Momentum built on Twitter and in the conservative grassroots. His speechifying was labeled a “filiblizzard” on C-SPAN, after the snowstorm that had threatened the Capitol all day but never materialized. By late Wednesday, the #StandwithRand hashtag was trending across the globe on Twitter.

“I was having dinner with my wife. I turned on the TV and there was Rand, and it looked like he was all alone,” Barrasso said, “and I knew I wanted to get over there and help him. And so I got to the floor at about 9 and stayed until it ended.”

He was not the only one. Sen. Marco Rubio, R-Fla., a potential Paul rival for the presidency in 2016, returned to the floor late in the evening, offering up relief for Paul’s straining voice and words of wisdom from Jay-Z and Wiz Khalifa.

So moved by the debate were freshman Sens. Jeff Flake of Arizona and Tim Scott of South Carolina that they made their maiden floor remarks — often a carefully choreographed and celebrated occasion — right there on the spot in the form of a mid-filibuster question.

The outpouring of support climaxed at 11:43 p.m., minutes short of the filibuster’s 12-hour mark. That is when Reince Priebus, the chairman of the Republican National Committee, typed out on Twitter: “Attention all Republican US Senators -->Please go to the floor and help out @SenRandPaul #StandwithRand.”

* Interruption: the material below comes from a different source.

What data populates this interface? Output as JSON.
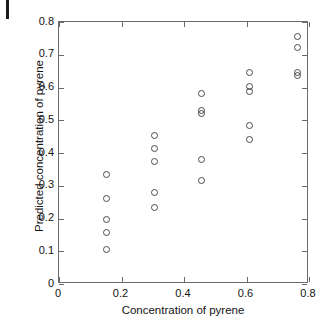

The establishment had been won over.

“It started as one man’s lonely stand for principle, and as the day went on it grew, first one senator, then another, then another, then another,” said Republican Sen. Ted Cruz of Texas. “And it captivated millions of Americans who are understandably frustrated by entrenched politicians in Washington who do not seem to listen to their concerns.”

Paul was still basking in it all still on Thursday. “It seemed to be kind of spontaneous,” he said. “A lot of people just started coming to the floor…. That doesn’t happen very often, so we were pretty excited about that.”

The most important senator was still yet to arrive.

Paul and McConnell have developed something of a politically symbiotic relationship. McConnell, wary of a challenge from the right in 2014, has carefully cultivated an alliance with Paul. Paul, hoping to advance his agenda in the Senate, has done the same with McConnell. It was a partnership that peaked this week.

Texts and e-mail had continued over the course of the evening between Benton, McConnell’s chief of staff, Josh Holmes, and Paul’s chief of staff, Doug Stafford. At about 10:30 p.m., McConnell was at home toggling between a basketball game and C-SPAN. Soon, McConnell let his staff know that he was on the way to the Capitol.

Around midnight, McConnell heaped praise on the “tenacity, conviction” and “extraordinary effort” of his fellow Kentuckian. Just as important, he threw his weight, procedurally, behind the effort, announcing he would support a 60-vote threshold for the nomination until Paul’s questions were answered. At 12:39 a.m., Paul and his swollen bladder called it a night after nearly 13 straight hours on the floor.

“I’ve discovered that there are some limits to filibustering and I’m going to have to go take care of one of those in a few minutes here,” Paul declared.

By Thursday, the White House relented on Paul’s request. Attorney General Eric Holder wrote that, yes, the Obama administration definitively rejected the use of drone strikes against non-combatant American citizens on American soil. The new CIA director, John Brennan, was confirmed soon thereafter.

And a new Republican Senate star, Rand Paul, was born.